» Work to be completed:
The copy must run from the line containing "Describe the element at coordinates (504, 55)" through the final line of the records, both included, exactly as written. It should contain no pictures.

» Recorded data:
**********

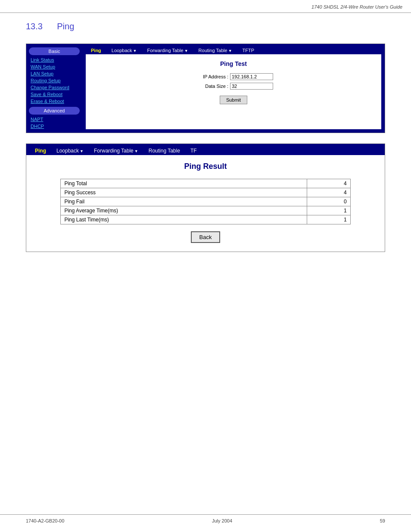  Describe the element at coordinates (45, 521) in the screenshot. I see `footer-left: 1740-A2-GB20-00` at that location.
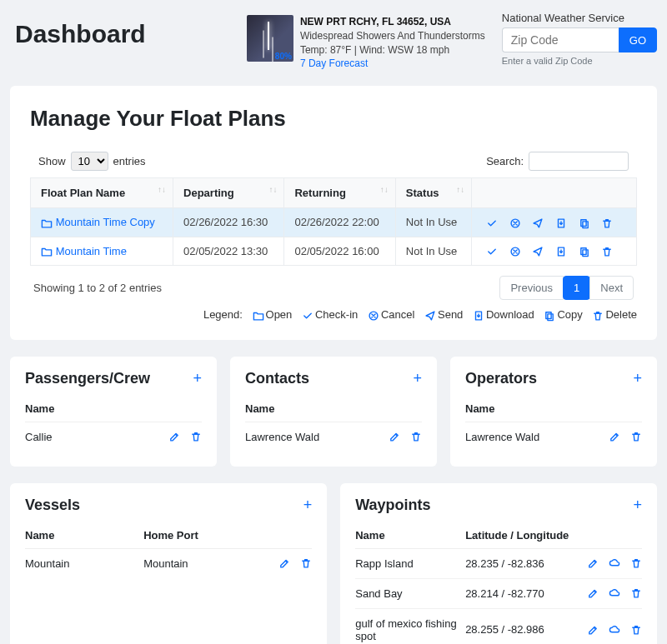  I want to click on add-vessel-button: +, so click(308, 505).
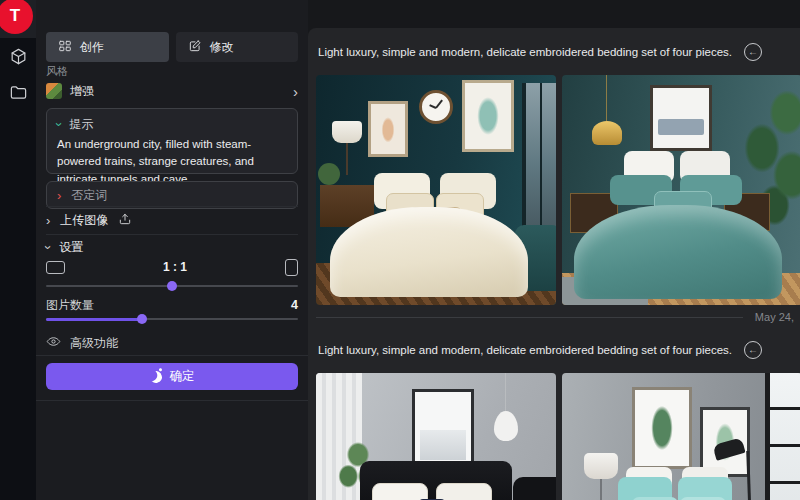 This screenshot has height=500, width=800. Describe the element at coordinates (172, 141) in the screenshot. I see `prompt-input: › 提示 An underground city, filled with st…` at that location.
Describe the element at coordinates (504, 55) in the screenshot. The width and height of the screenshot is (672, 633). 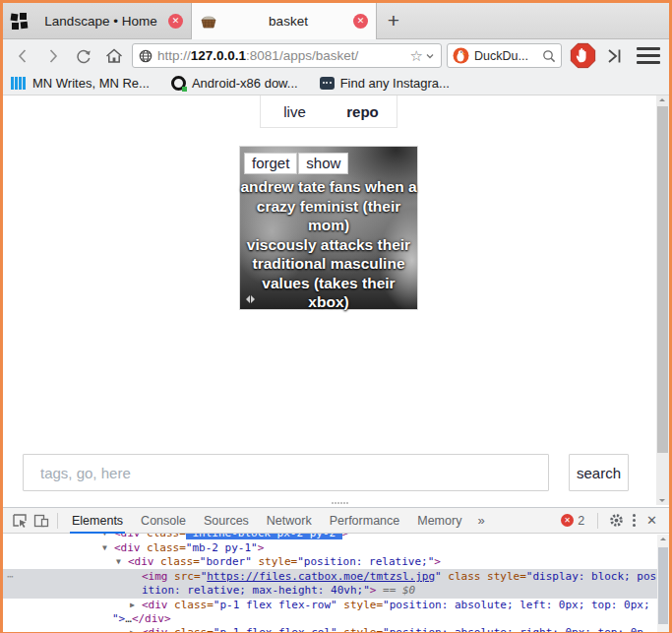
I see `search-engine-box: DuckDu...` at that location.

**********

» Response:
Describe the element at coordinates (504, 55) in the screenshot. The width and height of the screenshot is (672, 633). 
I see `search-engine-box: DuckDu...` at that location.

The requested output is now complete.